Our very lives depend on the ethics of strangers, and most of us are always strangers to other people.

A journalist is basically a chronicler, not an interpreter of events. Where else in society do you have the license to eavesdrop on so many different conversations as you have in journalism? Where else can you delve into the life of our times? I consider myself a fortunate man to have a forum for my curiosity.

As a student I learned from wonderful teachers and ever since then I've thought everyone is a teacher.

Democracy may not prove in the long run to be as efficient as other forms of government, but it has one saving grace: it allows us to know and say that it isn't.
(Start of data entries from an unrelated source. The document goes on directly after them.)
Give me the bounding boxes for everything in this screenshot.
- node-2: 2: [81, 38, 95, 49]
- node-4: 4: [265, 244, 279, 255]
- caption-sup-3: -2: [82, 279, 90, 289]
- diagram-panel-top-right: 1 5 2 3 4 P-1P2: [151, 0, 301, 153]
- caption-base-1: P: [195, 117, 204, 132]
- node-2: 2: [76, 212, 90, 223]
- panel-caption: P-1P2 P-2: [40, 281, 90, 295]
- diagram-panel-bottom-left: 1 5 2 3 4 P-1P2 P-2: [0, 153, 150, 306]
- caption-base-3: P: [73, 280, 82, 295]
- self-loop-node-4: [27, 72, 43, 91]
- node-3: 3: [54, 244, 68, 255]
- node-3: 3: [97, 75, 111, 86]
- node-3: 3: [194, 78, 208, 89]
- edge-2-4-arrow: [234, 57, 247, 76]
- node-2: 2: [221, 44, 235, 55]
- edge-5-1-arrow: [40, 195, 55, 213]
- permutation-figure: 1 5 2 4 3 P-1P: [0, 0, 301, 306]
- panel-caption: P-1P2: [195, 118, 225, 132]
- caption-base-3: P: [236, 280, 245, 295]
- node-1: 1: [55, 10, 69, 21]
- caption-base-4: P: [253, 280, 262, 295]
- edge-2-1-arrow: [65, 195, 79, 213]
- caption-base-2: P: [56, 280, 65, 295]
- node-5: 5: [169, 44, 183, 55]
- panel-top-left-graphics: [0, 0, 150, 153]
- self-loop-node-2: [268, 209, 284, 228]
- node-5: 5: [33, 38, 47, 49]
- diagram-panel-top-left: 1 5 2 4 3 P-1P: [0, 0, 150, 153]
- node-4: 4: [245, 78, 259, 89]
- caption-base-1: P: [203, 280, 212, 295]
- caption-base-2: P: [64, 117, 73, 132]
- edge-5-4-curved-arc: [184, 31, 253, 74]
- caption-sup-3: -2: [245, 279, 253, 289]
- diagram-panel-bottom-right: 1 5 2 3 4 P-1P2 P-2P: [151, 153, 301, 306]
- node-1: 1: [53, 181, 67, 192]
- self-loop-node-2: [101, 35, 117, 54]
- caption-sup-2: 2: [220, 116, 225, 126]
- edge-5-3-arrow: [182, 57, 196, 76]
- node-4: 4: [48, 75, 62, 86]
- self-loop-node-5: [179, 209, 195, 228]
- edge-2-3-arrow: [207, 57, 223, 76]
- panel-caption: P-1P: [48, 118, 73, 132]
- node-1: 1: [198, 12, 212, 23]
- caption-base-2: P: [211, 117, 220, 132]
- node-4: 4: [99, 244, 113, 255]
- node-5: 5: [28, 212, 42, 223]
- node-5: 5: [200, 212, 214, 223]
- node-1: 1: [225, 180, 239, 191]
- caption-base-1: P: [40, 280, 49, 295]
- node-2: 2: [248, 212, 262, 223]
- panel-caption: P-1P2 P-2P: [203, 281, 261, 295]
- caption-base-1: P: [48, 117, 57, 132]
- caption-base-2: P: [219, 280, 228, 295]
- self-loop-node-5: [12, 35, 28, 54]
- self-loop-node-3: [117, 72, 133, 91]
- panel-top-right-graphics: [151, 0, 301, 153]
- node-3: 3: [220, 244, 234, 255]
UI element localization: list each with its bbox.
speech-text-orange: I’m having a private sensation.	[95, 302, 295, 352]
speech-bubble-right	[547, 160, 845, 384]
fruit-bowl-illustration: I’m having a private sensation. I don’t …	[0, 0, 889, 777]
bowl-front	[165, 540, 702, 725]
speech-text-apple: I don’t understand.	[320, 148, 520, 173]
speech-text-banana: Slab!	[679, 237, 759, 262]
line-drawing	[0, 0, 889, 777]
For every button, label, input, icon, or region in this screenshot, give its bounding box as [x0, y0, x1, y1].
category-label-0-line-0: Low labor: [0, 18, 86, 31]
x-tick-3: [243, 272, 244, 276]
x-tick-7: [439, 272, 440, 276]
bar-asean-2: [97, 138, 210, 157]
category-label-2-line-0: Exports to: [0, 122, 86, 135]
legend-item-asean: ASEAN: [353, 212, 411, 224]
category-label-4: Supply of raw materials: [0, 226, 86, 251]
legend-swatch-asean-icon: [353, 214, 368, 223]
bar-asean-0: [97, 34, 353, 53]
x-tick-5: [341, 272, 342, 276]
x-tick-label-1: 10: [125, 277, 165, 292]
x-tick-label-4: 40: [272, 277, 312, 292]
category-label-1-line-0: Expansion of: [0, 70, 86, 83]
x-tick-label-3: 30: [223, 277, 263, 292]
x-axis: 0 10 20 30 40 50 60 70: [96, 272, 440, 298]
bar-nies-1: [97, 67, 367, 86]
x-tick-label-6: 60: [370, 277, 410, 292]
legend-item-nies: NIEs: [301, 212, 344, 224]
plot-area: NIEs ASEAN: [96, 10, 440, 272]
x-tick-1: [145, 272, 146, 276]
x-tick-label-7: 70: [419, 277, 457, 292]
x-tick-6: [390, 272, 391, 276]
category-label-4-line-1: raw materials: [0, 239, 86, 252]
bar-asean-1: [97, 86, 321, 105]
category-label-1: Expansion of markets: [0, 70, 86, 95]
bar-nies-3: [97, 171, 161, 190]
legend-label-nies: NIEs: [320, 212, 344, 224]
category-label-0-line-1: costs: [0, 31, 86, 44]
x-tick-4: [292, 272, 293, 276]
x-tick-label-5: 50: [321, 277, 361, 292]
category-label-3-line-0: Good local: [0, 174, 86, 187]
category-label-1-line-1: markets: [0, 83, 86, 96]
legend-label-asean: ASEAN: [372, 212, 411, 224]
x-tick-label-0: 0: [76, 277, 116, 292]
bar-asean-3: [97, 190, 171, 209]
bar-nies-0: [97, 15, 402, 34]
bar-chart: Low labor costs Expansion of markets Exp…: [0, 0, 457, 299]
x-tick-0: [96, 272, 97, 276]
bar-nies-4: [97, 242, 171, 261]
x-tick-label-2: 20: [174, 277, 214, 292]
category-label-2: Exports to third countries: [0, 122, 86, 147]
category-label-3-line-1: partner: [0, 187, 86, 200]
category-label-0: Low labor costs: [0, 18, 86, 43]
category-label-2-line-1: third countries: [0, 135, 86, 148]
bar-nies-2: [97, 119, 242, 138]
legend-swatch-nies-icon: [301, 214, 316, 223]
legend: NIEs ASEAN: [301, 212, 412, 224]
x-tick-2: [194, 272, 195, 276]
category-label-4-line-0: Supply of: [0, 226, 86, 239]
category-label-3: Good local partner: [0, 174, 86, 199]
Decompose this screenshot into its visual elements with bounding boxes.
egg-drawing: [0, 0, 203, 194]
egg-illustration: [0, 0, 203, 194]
Sharing is the essence of teaching. It is, I have come to believe, the essence of civilization . . . Without it, the imagination is but the echo of the self, trapped in a soundproof chamber, reverberating upon itself until it is spent in exhaustion or futility.

In one way or another, this is the oldest story in America: the struggle to determine whether "we, the people" is a spiritual idea embedded in a political reality -- one nation, indivisible -- or merely a charade masquerading as piety and manipulated by the powerful and privileged to sustain their own way of life at the expense of others.